Details
Description
I have a workload that does partitioning manually (largely because at the end of each day I want to 'optimize table' for the previous day's partition to address fragmentation). As a result there's a stored procedure, that prepares a statement of the form "create table if not exists table_20181130 like table_template" and runs it. This procedure is called rather a lot and >99% of the time the table already exists so this doesn't do anything. This has been working great up-to and including MariaDB 10.3.9.

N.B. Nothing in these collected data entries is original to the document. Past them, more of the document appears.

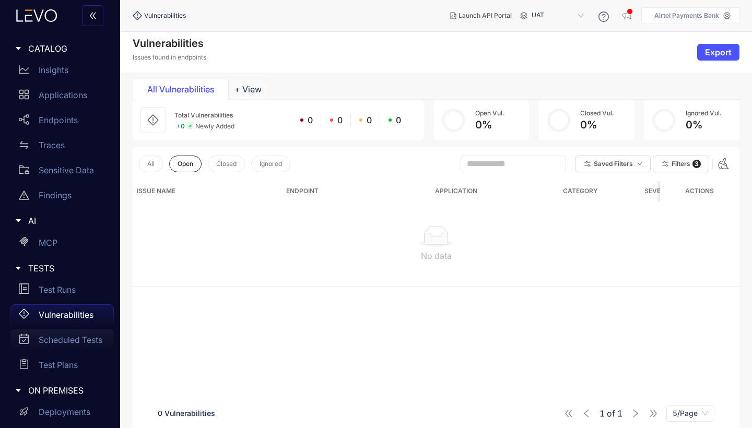 The image size is (752, 428). What do you see at coordinates (718, 52) in the screenshot?
I see `button: Export` at bounding box center [718, 52].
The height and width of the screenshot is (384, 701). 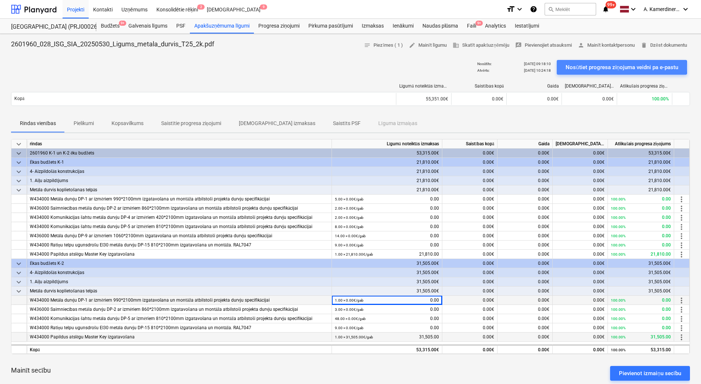 I want to click on i: notifications, so click(x=606, y=9).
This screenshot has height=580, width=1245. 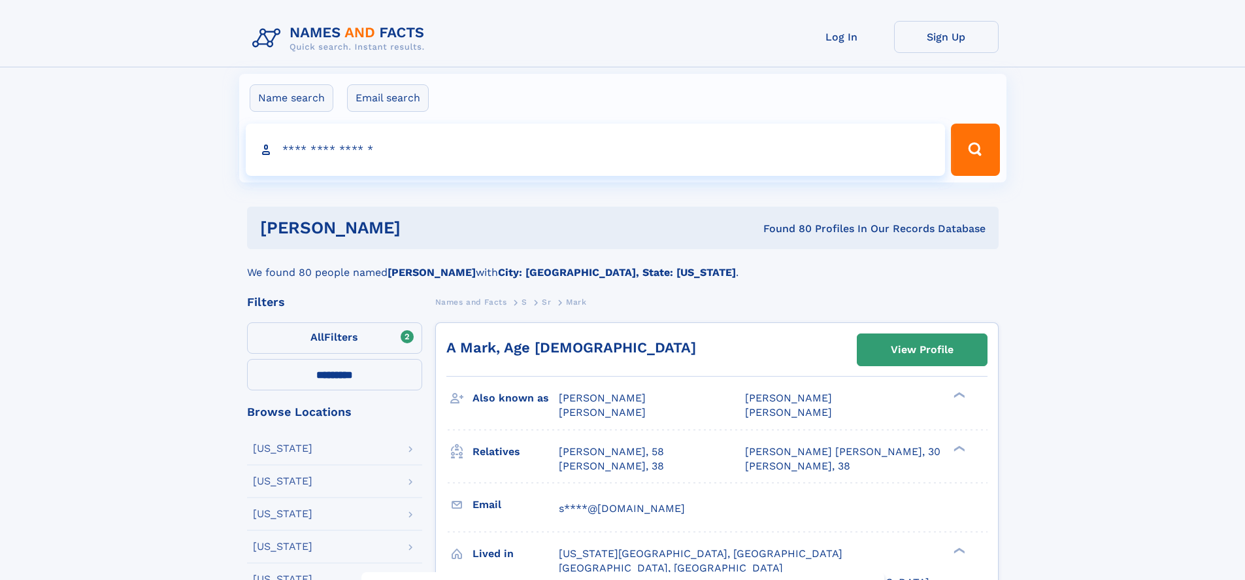 What do you see at coordinates (317, 336) in the screenshot?
I see `span: All` at bounding box center [317, 336].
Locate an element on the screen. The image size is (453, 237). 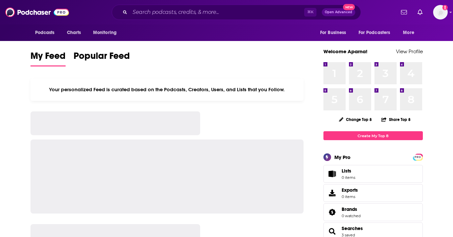
span: Searches is located at coordinates (352, 229).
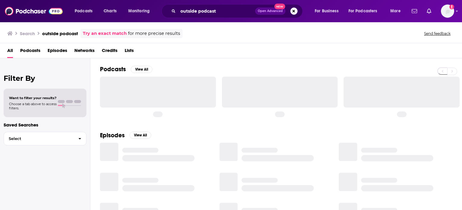 The image size is (462, 210). Describe the element at coordinates (129, 52) in the screenshot. I see `span: Lists` at that location.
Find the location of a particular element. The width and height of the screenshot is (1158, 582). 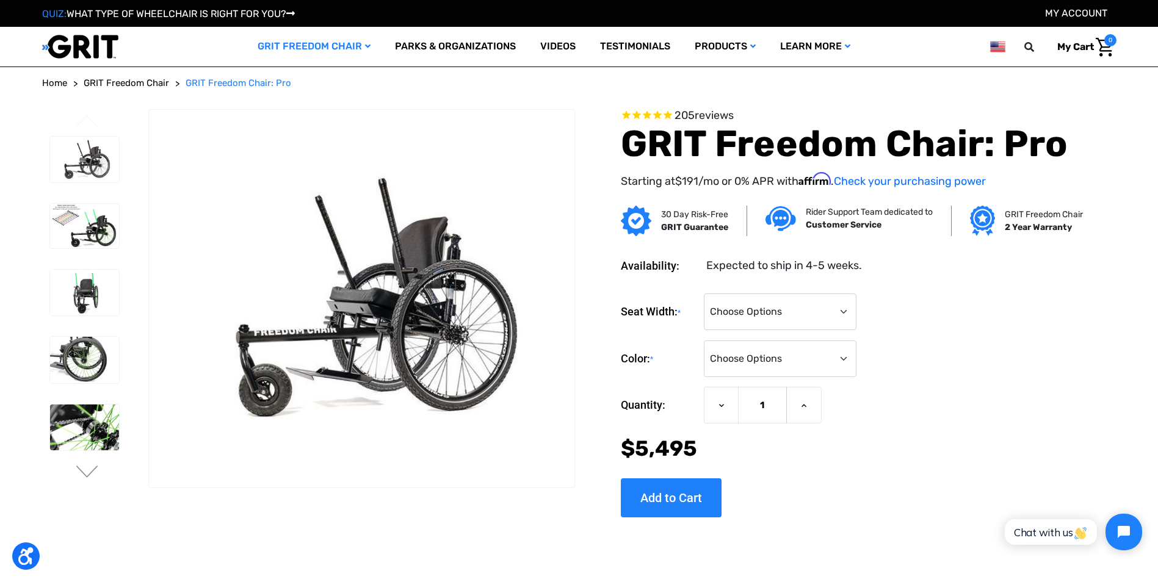

button: Go to slide 3 of 3 is located at coordinates (87, 122).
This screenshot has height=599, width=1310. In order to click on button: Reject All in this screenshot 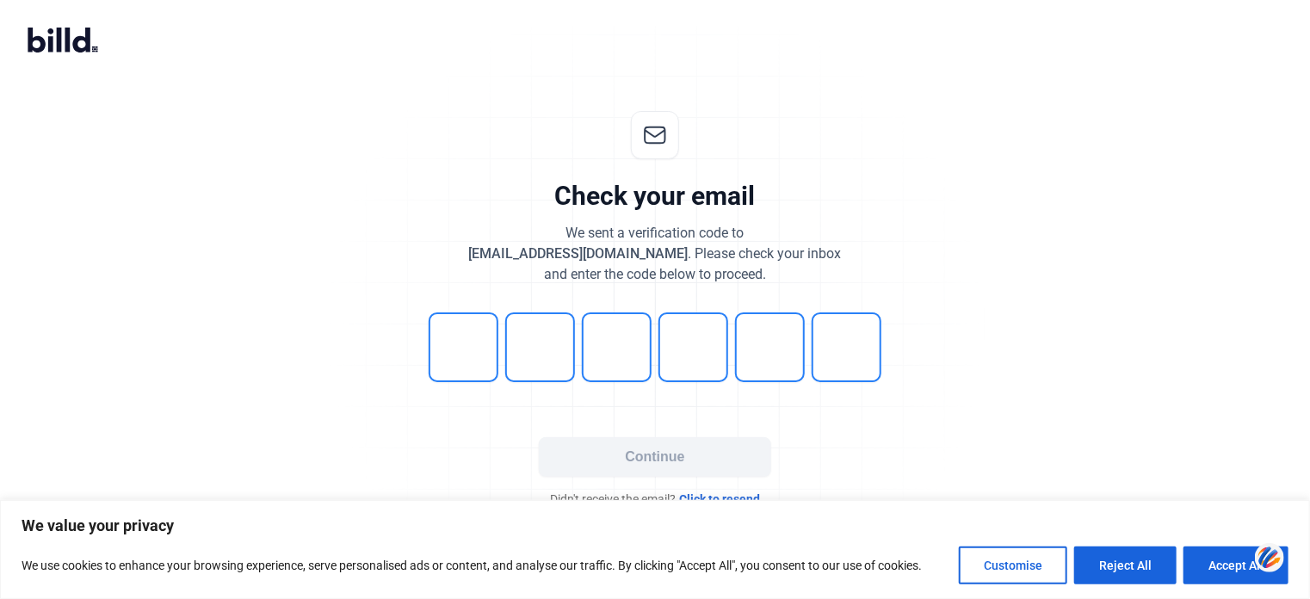, I will do `click(1125, 565)`.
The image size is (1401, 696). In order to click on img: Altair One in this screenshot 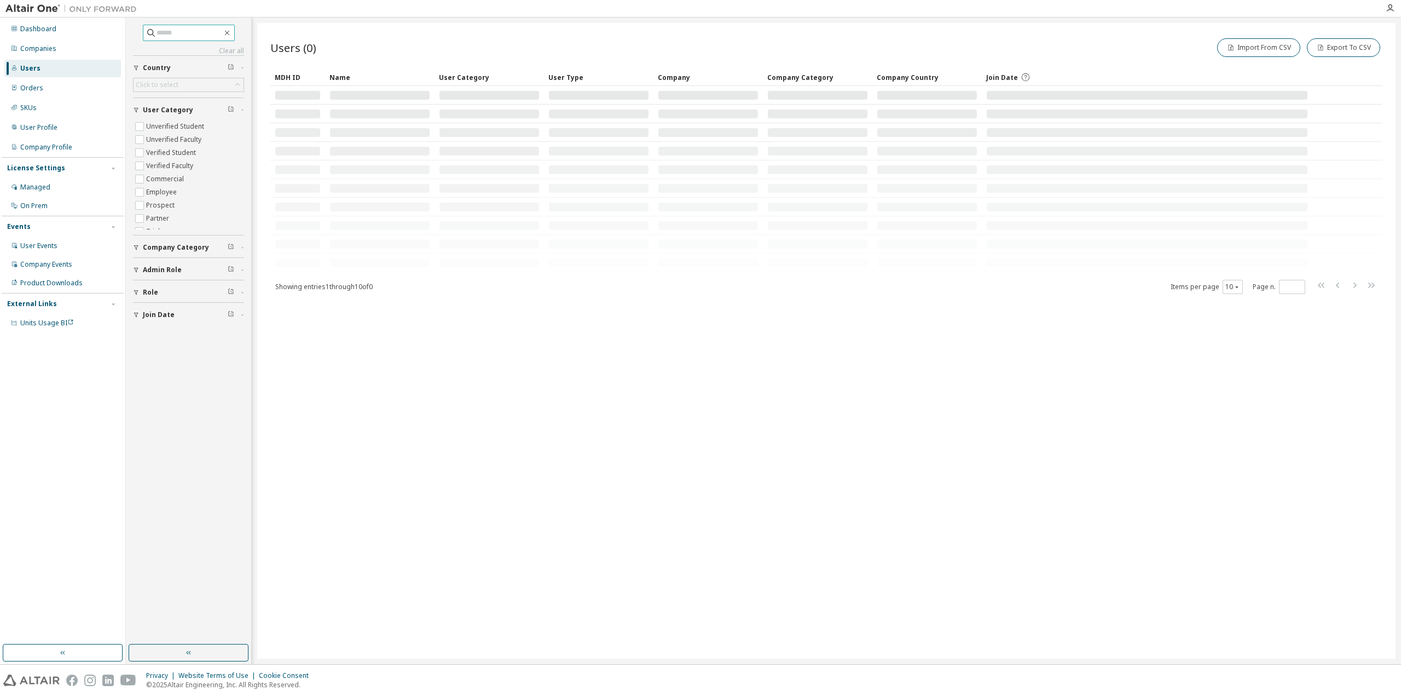, I will do `click(74, 9)`.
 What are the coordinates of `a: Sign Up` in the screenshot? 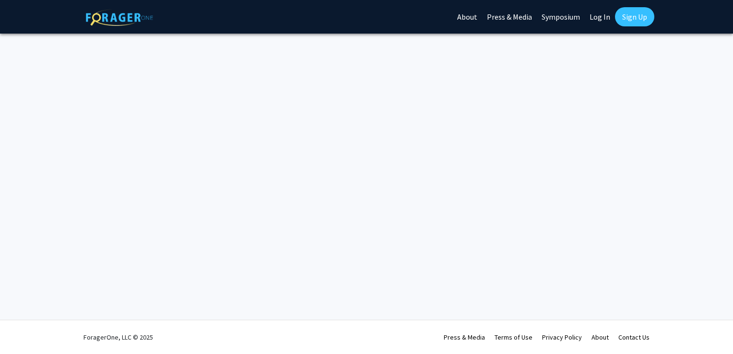 It's located at (635, 17).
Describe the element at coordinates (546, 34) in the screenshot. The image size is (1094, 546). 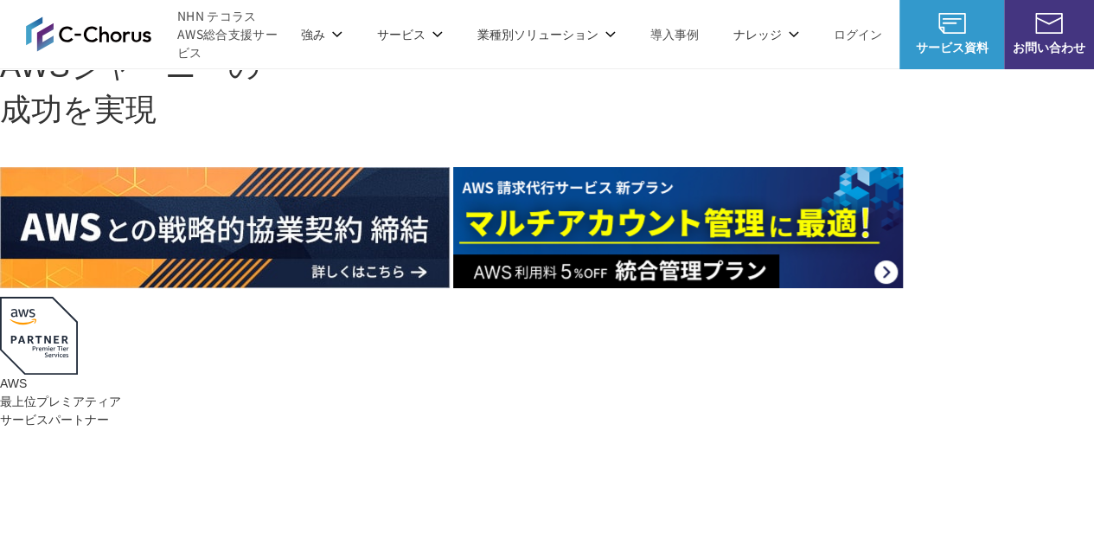
I see `p: 業種別ソリューション` at that location.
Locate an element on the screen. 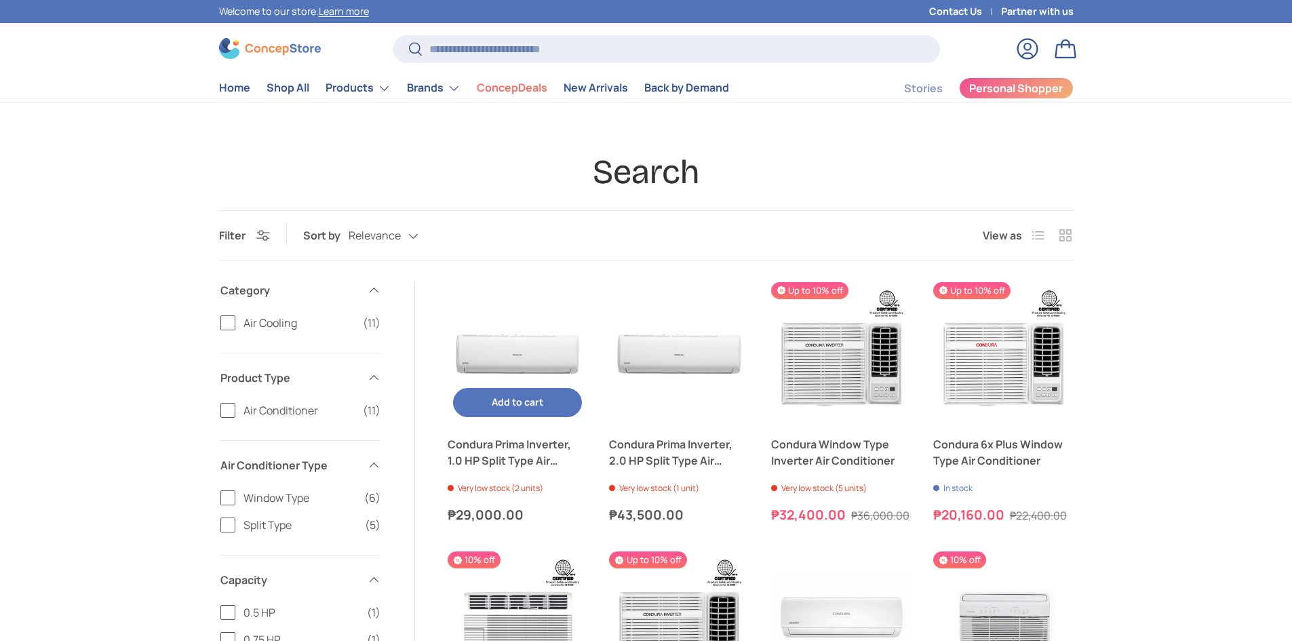 Image resolution: width=1292 pixels, height=641 pixels. span: Air Cooling is located at coordinates (299, 323).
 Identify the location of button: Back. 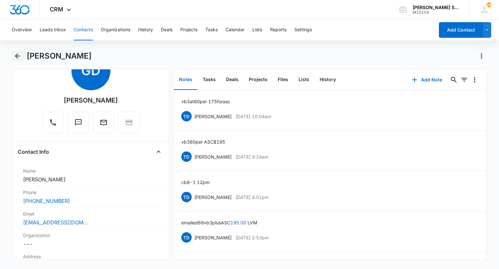
(17, 56).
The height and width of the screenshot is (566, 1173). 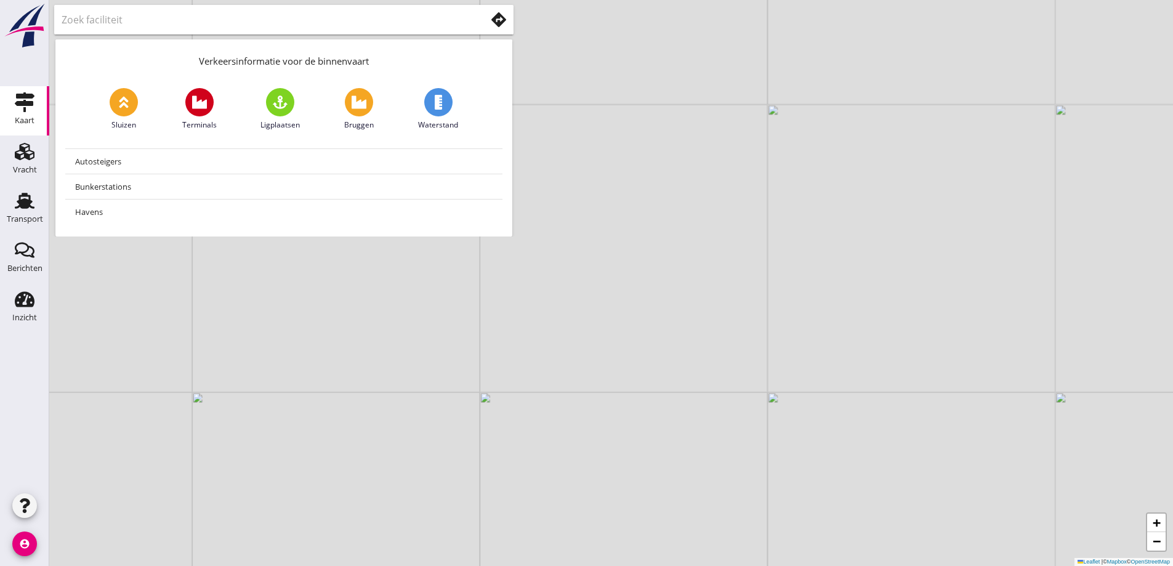 I want to click on div: Havens, so click(x=284, y=212).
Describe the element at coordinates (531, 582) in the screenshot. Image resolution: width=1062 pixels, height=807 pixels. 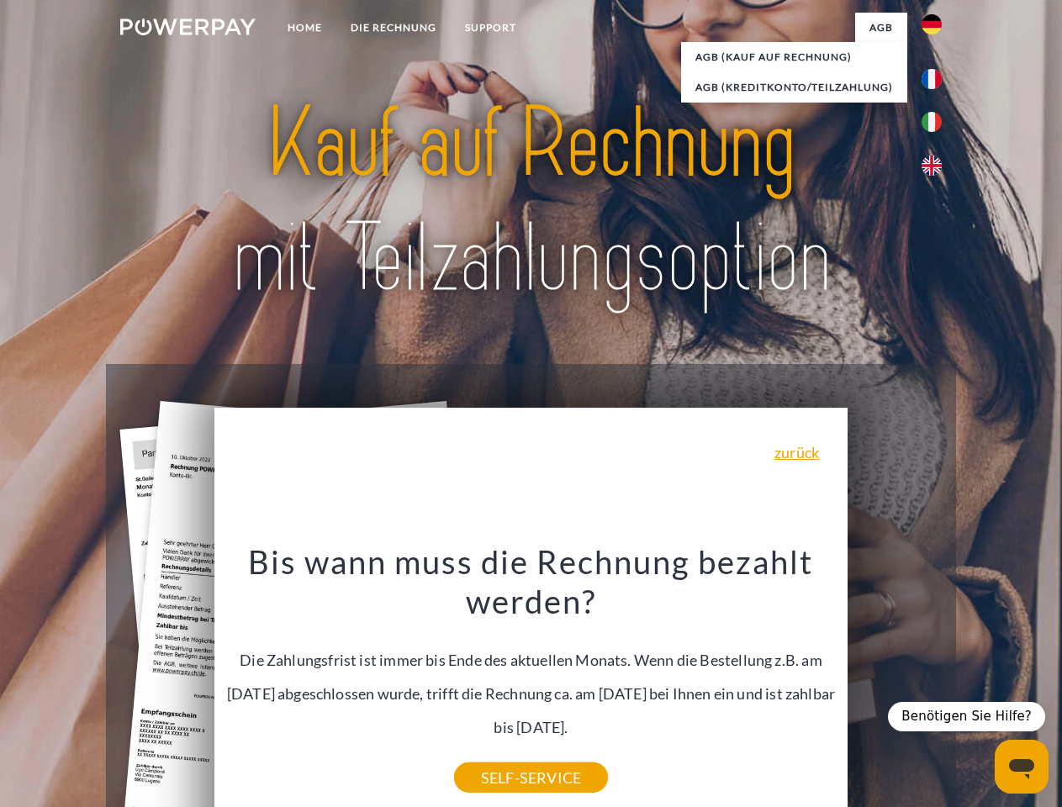
I see `h3: Bis wann muss die Rechnung bezahlt werden?` at that location.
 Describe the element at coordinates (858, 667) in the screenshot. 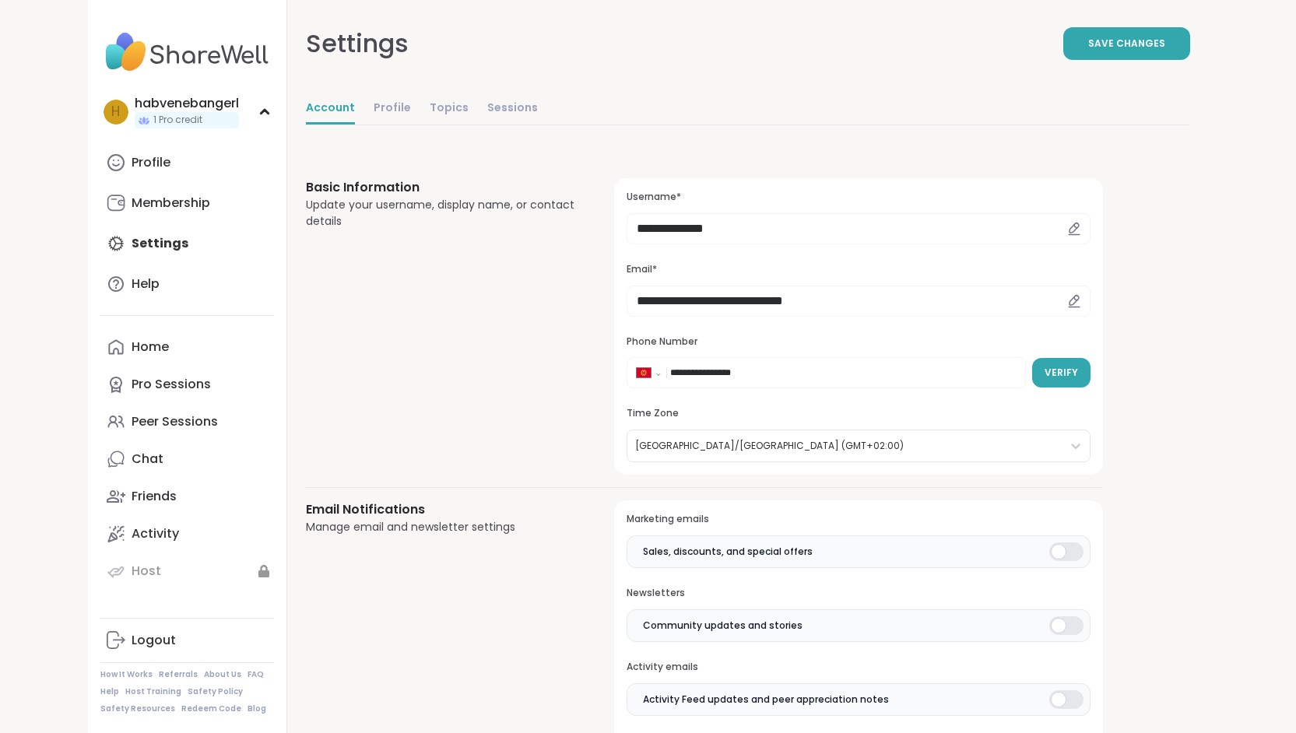

I see `h3: Activity emails` at that location.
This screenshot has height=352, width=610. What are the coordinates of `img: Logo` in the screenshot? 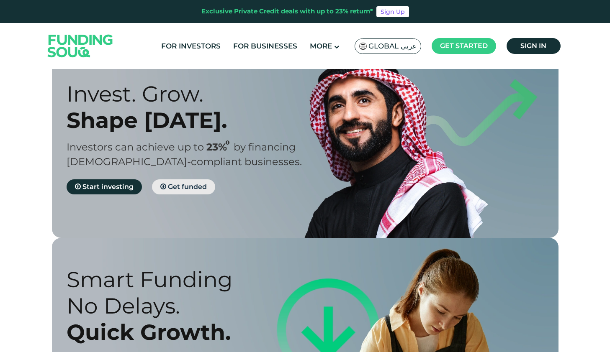 It's located at (80, 46).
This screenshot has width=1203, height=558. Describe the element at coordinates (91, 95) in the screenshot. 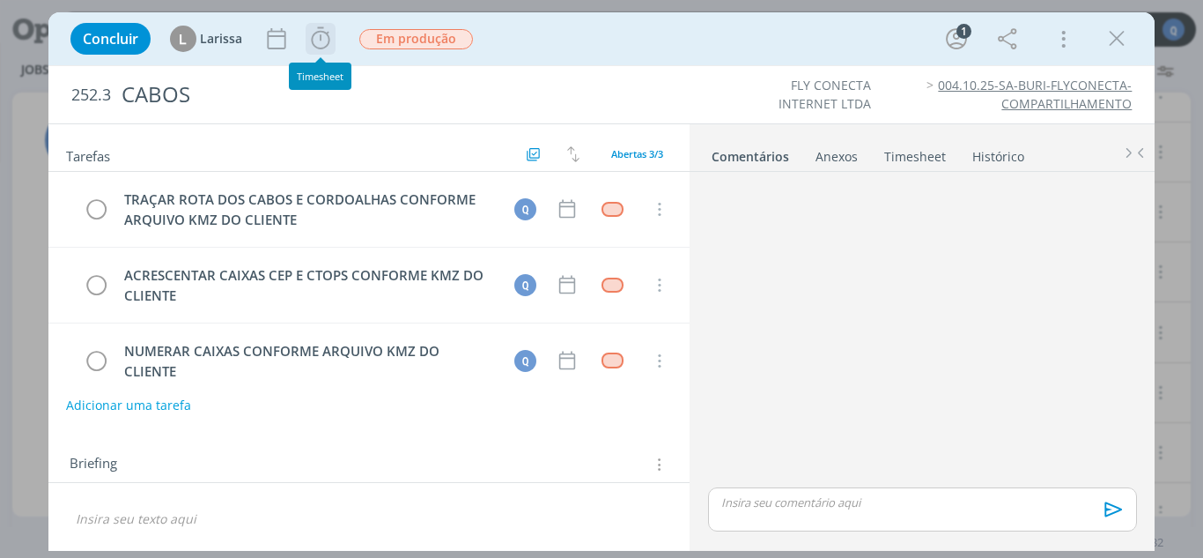

I see `span: 252.3` at that location.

Upon upgrading to 10.3.10 (or 11) I find that performance of my system is abysmal. And this seems to be down to this procedure - the create table if not exists doesn't return immediately like it used to if the table exists and any other query has the table open. I can work around this by looking in information_schema.TABLES and avoiding the 'create table if not exists' if the table already exists - however this feels like a regression to me rather than an intentional change, especially as I don't see anything obviously related in the 10.3.10 ChangeLog.
To recreate; in one terminal execute:
create table if not exists test1 (a int); |
select sum(a), sleep(60) from test1; |
... and in another:
create table if not exists test1 (a int); |
In anything before 10.3.10 the second terminal will complete immediately, but in 10.3.10 (or 11) the second terminal will only complete once the select in the first terminal has done so.